The bulbous wild bloodshot eyes, the rambling wayward tongue! The stuff of waking dreams. A childhood friend from long ago, Emile Duronslet Jr., showed me how to draw Martians that sort of looked liked this (left). I'm thinking Emile too had fallen under Bill Campbell's spell.

Campbell had one of those careers to die for, a career made dead by the 21st Century: He painted the cover art for the boxes of plastic models of cars and planes, depicting the real things in four-color action. From that he unveiled his monstrous "Weird-Ohs" and "Silly Surfer" creatures. That's what Emile always called them — creatures — as he made up stories about them.

Drawn by the art and caught up in the zeitgeist, I began making those models; every boy was. It was the logical next step.

Just not the right step for me. I was a butcher.

The patience required, the fine motor skills! Good god! The emotional plummet of realizing, upon successful completion of Step 9c, I missed a fold on the instructions and skipped over the crucial and linear steps 3 through 9b, with their sanding and priming and painting.

And mom incessantly and feverishly warning me not to sniff the glue. "There's a reason it's called dope!!" I was convinced even the smell of glue would melt my brain out my nostrils.

Elbows locked, fingers failing, patience shredded, I was doomed to leave a miniature glue-ruined pick-and-pull lot in my bedroom for years to come.

The model manufacturers took pity on me and created Snap Tite™© kits, no glue required, simple steps, water-based adhesive stickers the only trick. It was like having a toy car with some assembly required, except once assembled nothing worked except for the ample swooping surfaces, which were good for collecting dust.

They matched my inchoate skill set, though. I could put the parts together and stare at the 3-D realizations of the cars "Big Daddy" and Bill Campbell and others drew. An industrial designer named Tom Daniel, I learn, created the concepts for many of those models that saved my dignity.

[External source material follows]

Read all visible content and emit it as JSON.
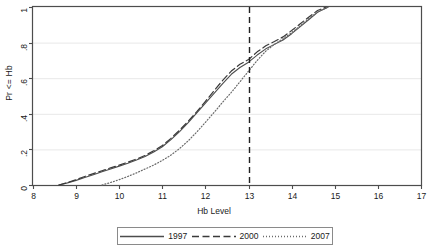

Sometimes I muse about testing my model making skills as an old child; so far, no move made. But I still love to draw them to my heart's content. I've even riffed on this genre for pay. I'll make more and post here.

Draw yourself a monster.

Friday, January 21, 2011

More from the Haul of Wonders …

 … in which I haul out illustrations and wonder publicly why I drew them. This is from the Vaguely Familiar Wing, and required crack detective work to solve.

The clue is the clock (really more of a watch with a hormonal imbalance) and its only numbers, 10 and 31.

Hidden in my sketchbooks, similar watches dance and gesture like something from an animated fever dream sequence. Each watch displays the same time, 10:31:

I even inked some of the watches, so they definitely were being prepped for some final use.

(I gotta say, though, I like the feel of black Prismacolor pencils as final art; I've gotten away from that over time.)

Other sketches in my books show the same desk scene and the word Timcor, and then most of the mystery was solved: I did this for a consultant in a branch of the tax industry called a 1031 exchange (don't ask; the explanation made my eyeballs shrink two sizes). I applaud the guy for trying to humanize his line of work. I believe the desktop was for a Web homepage he was building, and each element on the desktop would take you to a new page (very Web 1.0).

For all the fun I must have had, you'd think I'd have a better memory of this project.